Photo/State-Capitals.org

By Patrick Anderson
The Providence Journal

PROVIDENCE, R.I. — A plan to protect patients from unexpected and often unpreventable out-of-network medical bills passed the Rhode Island Senate on Thursday.

The product of intense debate between lawmakers, health care providers and insurance companies over several years, the bill introduced by Sen. Stephen Archambault, D-Smithfield, would create a new arbitration system for settling out-of-network bills that holds the patient involved harmless.

In cases where an insurer and provider can’t agree on reimbursement for an out-of-network bill, the legislation would have the patient pay the in-network amount for a service while the insurer and provider settle a dispute over additional out-of-network charges with a third-party arbitrator ruling on a payment if an agreement cannot be reached.

“A patient could be lying on a gurney totally unaware that all the people in lab coats who show up at the bedside may be charging them for services,” Archambault said in a news release about out-of-network billing. “So most patients don’t realize this practice is a reality—until they get the bill. And the charges can be twice as much, even up to 10 times as much, as they expected.”

The bill passed the Senate on a unanimous vote, but a corresponding House version sponsored by Rep. Robert Craven, D-North Kingstown, has yet to make it out of committee.

Archambault’s bill was rewritten several times this year, but in the most recent testimony taken in the Senate Health and Human Services Committee, health-insurance companies, the Rhode Island Business Coalition and the Consumers Union opposed to the bill.

Their core critique: while the legislation may protect patients from surprise bills, the arbitration system could actually give doctors, anesthesiologists, radiologists, laboratories and other providers an incentive to stay out of an insurance network and hold out for higher costs.

“The parallel structure for reimbursement creates incentives for providers to remain out of network and demand higher rates,” Elizabeth McClaine, manager of commercial products for Neighborhood Health Plan of Rhode Island, wrote in an April 10 letter.

Terrance Martesian, lobbying for America’s Health Insurance Plans, called the arbitration process in the bill “convoluted” and would ask insurers to either pay higher charges or enter an “overly burdensome, time consuming and costly dispute process.”

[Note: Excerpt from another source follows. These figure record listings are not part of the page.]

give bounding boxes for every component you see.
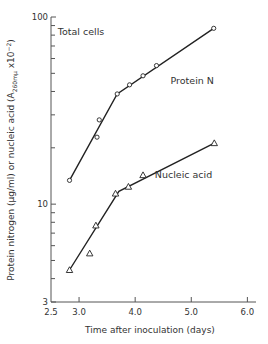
data-point-protein-n [154,63,158,67]
x-tick-label: 4.0 [128,307,142,317]
y-axis-title-tail: x10 [6,51,16,71]
y-axis-title-close: ) [6,39,16,43]
fit-lines [70,28,215,270]
data-point-protein-n [127,83,131,87]
x-tick-label: 2.5 [44,307,58,317]
data-point-protein-n [115,92,119,96]
y-axis-title-sup: −2 [5,42,12,51]
annotation-nucleic-acid: Nucleic acid [155,169,212,180]
data-point-nucleic-acid [87,250,93,256]
y-axis-title-sub: 260mμ [11,71,19,92]
data-point-nucleic-acid [211,140,217,146]
fit-line-protein-n [70,28,214,180]
data-point-protein-n [95,135,99,139]
x-axis-title: Time after inoculation (days) [84,325,215,335]
y-axis-title: Protein nitrogen (μg/ml) or nucleic acid… [5,39,19,281]
data-point-nucleic-acid [140,172,146,178]
x-tick-label: 3.0 [72,307,86,317]
y-axis-title-main: Protein nitrogen (μg/ml) or nucleic acid… [6,91,16,280]
x-tick-label: 6.0 [241,307,255,317]
y-tick-label: 3 [43,297,48,307]
fit-line-nucleic-acid [70,143,215,270]
data-point-nucleic-acid [125,183,131,189]
data-point-protein-n [141,74,145,78]
annotation-total-cells: Total cells [57,26,105,37]
labels: Total cellsProtein NNucleic acid [57,26,214,180]
x-tick-label: 5.0 [185,307,199,317]
data-point-protein-n [97,118,101,122]
data-markers [66,26,217,272]
data-point-protein-n [212,26,216,30]
chart: 2.53.04.05.06.0310100 Total cellsProtein… [0,0,268,344]
annotation-protein-n: Protein N [171,75,214,86]
y-tick-label: 100 [32,12,48,22]
y-tick-label: 10 [37,199,48,209]
data-point-protein-n [67,178,71,182]
ticks: 2.53.04.05.06.0310100 [32,12,254,317]
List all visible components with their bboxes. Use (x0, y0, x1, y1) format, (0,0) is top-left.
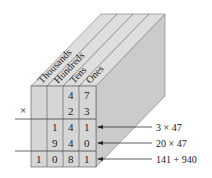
annotation-20x47: 20 × 47 (156, 138, 187, 149)
cell: 1 (52, 121, 58, 133)
cell: 1 (36, 153, 42, 165)
cell: 0 (52, 153, 58, 165)
cell: 4 (68, 137, 74, 149)
cell: 4 (68, 89, 74, 101)
annotation-sum: 141 + 940 (156, 154, 197, 165)
cell: 1 (84, 153, 90, 165)
cell: 1 (84, 121, 90, 133)
multiply-operator: × (20, 104, 26, 116)
cell: 9 (52, 137, 58, 149)
cell: 3 (84, 105, 90, 117)
cell: 7 (84, 89, 90, 101)
annotation-3x47: 3 × 47 (156, 122, 182, 133)
cell: 4 (68, 121, 74, 133)
cell: 8 (68, 153, 74, 165)
cell: 0 (84, 137, 90, 149)
cell: 2 (68, 105, 74, 117)
place-value-box-diagram: Thousands Hundreds Tens Ones × 4 7 2 3 1… (0, 0, 212, 178)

Although horror stories about unexpected bills have come form nearly every corner of the country, it’s unclear how widespread surprise out-of-network billing is in Rhode Island.

State Health Insurance Commissioner Marie Ganim wrote that her office is “aware of cases of Rhode Islanders receiving bills from out-of-state [out-of-network] providers,” but said out-of-state providers might not be subject to the proposed system anyway.

Consumers Union Program Director Chuck Bell wrote the Journal in an email Thursday that Rhode Island has done a better job of reducing out-of-network billing than most states—with 95 percent of Ocean State claims in-network—but the Senate bill could erode that progress.

“Rather than protecting patients, it seems intended to empower out-of-network providers to bill at much higher rates,” Bell wrote. “Our concerns have not been addressed, and the bill seems to be getting worse with each new version.”

Archambault on Thursday said providers would not be encouraged to stay out of network because they would risk the arbitrator forcing them to take a much lower payment than they expected.

In addition to the out-of-network billing mediation system, Archambault’s bill would allow patients to get written cost estimates of procedures before undergoing them and prohibit insurers from requiring prior authorization before providing emergency services to insured patients.

Arbitration of disputed bills would be handled by the American Arbitration Association.